Have you ever stood on a boardwalk staring at the sea and somehow witnessed large waves breaking slowly in front of your eyes?
It’s a common phenomenon, and it is particularly visible when powerful swells hit the coastline or during stormy days.
You’re standing in front of the surf, and the big waves seem to crash very slowly at a distance.
Like in a slow-motion replay, the wave grows in size, starts to bend, and then slowly crumbles forward.
A similar event can occur when you’re flying, minutes before landing, and you look down at the coastline from the airplane window.
You can see and recognize waves and white foam from above, but they look like they’re stationary and not moving at all.
So, why do large waves seem to break and move very slowly and, at the same place but on another day, smaller waves break quickly?
Visual Perception
It all has to do with several visual perception variables and how our eyes and brain interpret optical inputs and movement.
In the beach example, in most cases, what happens is that those big waves are crashing further out the back compared to the smaller waves that we often see breaking near the shore.
So, our eyes perceive big waves breaking slowly because they’re far away and take longer to cross our line of vision than those close by.
From up above, they seem like they’re actually frozen or still, and the interval between waves – wave period – seems super long, if not inexistent.
The first thing we have to understand is that when we’re far from land – for instance, inside an airplane at 10,000 feet (1.9 miles or 3 kilometers) – your eyes have no stationary references.
As a result, you can’t exactly determine the “real” motion of the waves.
But there’s more – relative velocity plays a trick on us.
Relative Velocity
When we’re on terra firma, we estimate the wave velocity with respect to the shoreline.
However, when we’re inside an airplane, we tend to get a bigger picture and gauge the velocity of the waves based on the whitewater lines and other wave crests moving at the same speed.
So, because we get that bigger picture and compare the several visible wave lines, there’s no apparent movement.
Well, in reality, there is movement.
But our brain is fooled to believe that those waves should be moving faster and can’t figure out why.

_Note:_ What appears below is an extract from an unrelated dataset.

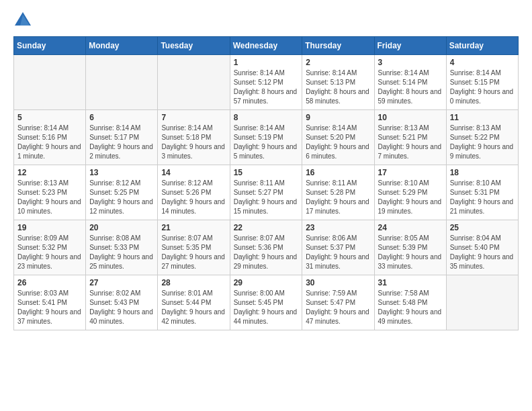 Image resolution: width=532 pixels, height=411 pixels. Describe the element at coordinates (266, 283) in the screenshot. I see `day-number: 29` at that location.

We have to take into consideration that a centimeter of ocean or land observed from the sky equals dozens of yards or meters of ground or water.
Therefore, it’s not hard to imagine why a wave looks like it is stationary, given the fact that, from up above, a regular wave travels at an average speed of 10 feet (3 meters) per second.

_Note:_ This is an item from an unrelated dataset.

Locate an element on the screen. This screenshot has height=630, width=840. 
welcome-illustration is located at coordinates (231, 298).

Our eyes can’t detect a 30-meter move from a long distance.
It’s also important to stress that while we’re flying, we only paying attention to the waves for a short amount of time, resulting in a small displacement of waves.

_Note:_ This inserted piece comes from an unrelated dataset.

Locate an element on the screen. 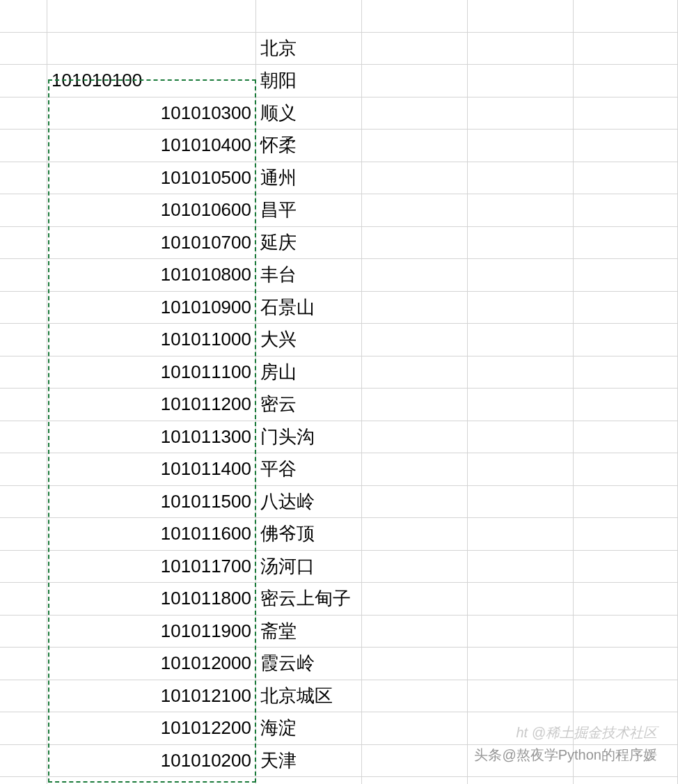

And when we’re about to land – at around 1,000 feet (300 meters) from the ground – the phenomenon might be even more mesmerizing.
The ground is moving fast from left to right (or vice versa), and the waves in the back appear to move slowly.
Why? Let’s do simple math.
The whitewater lines take around one second to travel 10 feet; the airplane is flying at 600 miles per hour (965 kilometers per hour), which means that it travels at 880 feet per second.
So, we’ve got a huge discrepancy between speeds – 10 feet per second (waves) versus 880 feet per second (airplane).
Motion Is Relative
Science tells us that all motion is relative.
When something is moving, there is not a correct answer to how fast it is going or even if it is moving at all.
It all depends on the frame of reference of the observer. The frame of reference is the view of the person or object observing the motion.
The frame of reference may be static or moving.
From a person standing on the beach, the waves are moving.
But from the person’s frame of reference on an airplane near the ground, it’s the houses and shoreline that appear to be moving.
According to the laws of physics, there’s no way to distinguish between an object at rest and an object moving at a constant velocity.
As a result, we can’t answer the question: “How fast is something moving?” It’s all relative, and the eyes can easily deceive the observer.